He saw the folly of reproof and held his tongue, and when they came in sight of the theatre she ran indoors and escaped him.

He had fallen into a habit of walking home with her when the night’s work was over, and saying good-bye to her at the door of her lodgings. This fact made her mightily unpopular with the ladies of the company, who saw no reason why she should be thus distinguished, and the snubs she took disposed him to be more attentive to her.

They drifted closer, but no confidences were exchanged between them.

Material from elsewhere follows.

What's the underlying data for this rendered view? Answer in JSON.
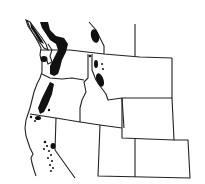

The company made for Australia, and there were six days of travel aboard a well-found steamer, and this gave more than ample time for the position to solidify. There were long promenades on deck by moonlight and starlight, and the two found a perch in the bows out of the way of all observation and regard, and there exchanged all manner of confidences. The girl’s simple life unrolled itself—its hopes, its ambitions! its home affections. She talked of her reading, of her music, of all the little intimacies of home-life. Before the brief voyage was over he seemed, to his own apprehension, to know his companion more completely than he had ever known man or woman, and he was hourly more and more in love with her. He was feather-headed and irresponsible enough to be happy in the circumstances for hours at a time, but when he was alone, and his heart was no longer flattered by the worship she so innocently offered, the skeleton he carried about with him came out of its cupboard and seemed to mop and mow before him in derision. He was bound hand and foot to his fate, and the bonds were not to be severed There was Annette in far-away London and Paris dragging out a miserable and ignominious life, which was likely to last as long as his own, and he could see no hope of freedom. With every passing day he felt more clearly that he was bent upon an inexcusable wrong, and yet, so strangely fashioned is the conscience of a man who is without the power of will, all his self-reproaches did but add to the tenderness and fervour of his desire.

The steamer reached its destination late upon a Saturday, and Sunday was a holiday. Paul and Madge spent the day together, wandering on a long stretch of sandy coast which lay between the port and the bright green waters of the sea; and all the time there was a growing sense of inevitability in his mind. He knew that he was going to ask for happiness, and that he was prepared to pay his self-respect and manhood for it. The talk was of trifles in the morning until they strolled home to luncheon; it was of trifles again in the afternoon until they strolled home to dinner, and it was of trifles still when they set out in the yellow sunset to saunter once more in a scene which had already grown strangely memorable and familiar. There were no sunset clouds, but the pageant of the dying day had a sort of sullen and pathetic beauty. The blazing sun dropped behind the far-off sea-line, and a great band of saffron rimmed the whole horizon, fading into palest green as it spread upward, and this in turn melted into a blue which at the zenith looked unfathomable. A full moon, which had until now been invisible, looked down from the very centre of the sky. There was none of the lingering twilight of more temperate climates. The change from broad daylight, in which every outline and detail of the landscape was accented strongly, to the dim, mystic and diffused radiance of the moon and stars was like an episode in a transformation-scene at the theatre. A mere ten minutes had sufficed to change the whole character and sentiment of the scene. It was like walking out of one world into another, and a rude chorus of voices, accompanied by the sounds of a banjo and a concertina, came from some body of merrymakers beyond a distant island in the bay. It moved away farther and farther into the distance until the harshness was softened to an almost spiritual melody, and after awhile it reached the ear only at uncertain intervals.

They came to a place at which they had rested in the afternoon. Some high tide of long ago had deposited here a great wreath of wrack, a hundred yards inland, and piled up in places to a height of some twelve feet. There were scores of cushiony resting-places here like great luxurious arm-chairs, and the wrack when disturbed by a touch gave out dry and stinging odours of sea-salt and iodine.

Paul, with a mere motion of the hand to his companion, threw himself into one of the hollows, and she took a seat at a little distance from him. He lay, the brim of his hat sheltering his eyes from the moonlight, and stared at the spangled vault above him, where the stars seemed to hang from threads of gold and silver as if they were upheld by an actual tangible roof. He knew that his hour had come, but he obeyed the impulse which controlled him with an infinite self-accusation.

‘Madge,’ he said, rolling over where he lay and stretching out his hand towards her. It fell upon her own, and she made no motion to evade him. It was the first caress he had ever offered her, and her tacit acceptance of it hurried him into passion. ‘Madge,’ he said again; ‘dear little Madge!’

She glanced at him for an instant only, and in the moonlight her eyes glinted with sudden tears.

‘I have no right,’ he said, ‘to speak to you like this. I have had no right to claim your companionship as I have done since we first began to know each other.’